A recent death in the family has inevitably had me reflecting on endings, disappearances, and what happens next. And while I have a faith and a spiritual life of sorts, I cannot think that there will be anything to come hereafter, in which I may have any connection to, knowledge or comprehension of this life which I have been enjoying for so long.

Many writers have imagined annihilation on a global scale, especially since 1945 and the first use of nuclear weapons. Think Walter Miller’s superb A Canticle For Leibowitz. Others have imagined environmental disaster, or disease on a pandemic scale. Mary Shelley’s The Last Man is my favourite example here. But these writers envisage some survivor(s), rather than the complete disappearance of humanity. Rarely have writers contemplated or explored the idea of annihilation itself.
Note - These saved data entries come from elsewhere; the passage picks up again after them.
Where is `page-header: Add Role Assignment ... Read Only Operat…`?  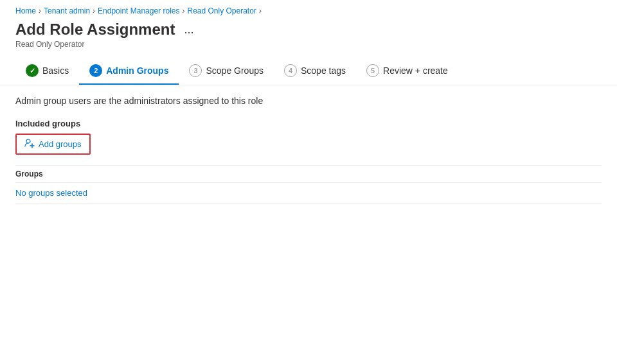 page-header: Add Role Assignment ... Read Only Operat… is located at coordinates (308, 36).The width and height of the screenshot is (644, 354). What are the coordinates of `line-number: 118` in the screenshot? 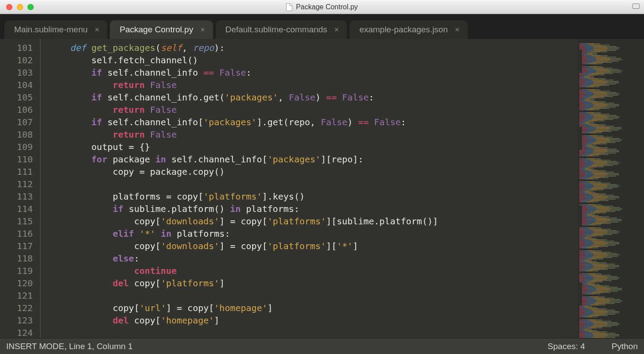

81m4LsvGXVL._AC_UL320_ML3_    71DcF-BqxUL._AC_UY218_ML3_    There are two literary works – very different from each other – which have chimed in with my thoughts. One is Eugene Ionesco’s masterpiece Le Roi Se Meurt (The King Dies) which I have mentioned a number of times. The king has to die, as must we all, and his time has come, yet he cannot accept the inevitable: he rages against it, even as his kingdom, in pathetic fallacy, disintegrates around him. His two queens assist him: the younger and more beautiful young one urging him to resist, supporting his denial (of the obvious) while the elder strives to get her husband to accept the inevitable. Death cannot be resisted. Amid his mental struggles, the king wants someone to teach him how to die, and is told – in a bleak sentence which has stayed with me for half a century, “Everyone is the first person to die!” For me, there is the profundity of great wisdom and great art in that bald sentence, so terrible when fully contemplated. And in this play, no afterlife is on offer.

The second text which spoke to me is a science fiction novel from the 1940s, Olaf Stapledon’s neglected Last And First Men. It’s a difficult, painful and strangely dull read at times, as well as an absolutely astonishing work of the imagination: Stapledon takes us on a whirlwind imagined history of humanity through (I think) eight very different incarnations of the human species over a period of several billion years, and its existence on several of our solar system’s planets. And as the years whizz by on the clocks of the Time Traveller’s craft in HG Wells’ novel up until the moment of the death of the sun, Stapledon’s journey takes us just as far into the future, but what shocks most is how quickly our own time, the people, places, countries and world we know are left behind in the mists of time. Gone and forgotten forever are all the marvels of our era, the Bachs and the Shakespeares and the Einsteins, gone are the cathedrals and the wonders of the world, ground to dust over millennia by time and geology: how long will the slightest traces of any of our world and our (feeble) achievements be recognisable? Shelley’s Ozymandias comes to mind: ‘Look on my works, ye might, and despair.’

The sense of annihilation is the total vanishing, the utter evanescence of anything connected with us on the scale of the universe, our utter insignificance. And when I contemplate that on an individual or personal level, my mind fails me, quite honestly. For how long will anyone have a memory of me, or my deeds? So then, I’m faced with the question: what is the point? And faced with that insignificance, all I can imagine is to try and live well and care for those close to me and dear to me, to enjoy myself, and do good where I can for as long as I’m able. I came across an old Arab proverb many years ago: “One day, you will only be a story: make sure yours is a good one.” That speaks to my condition.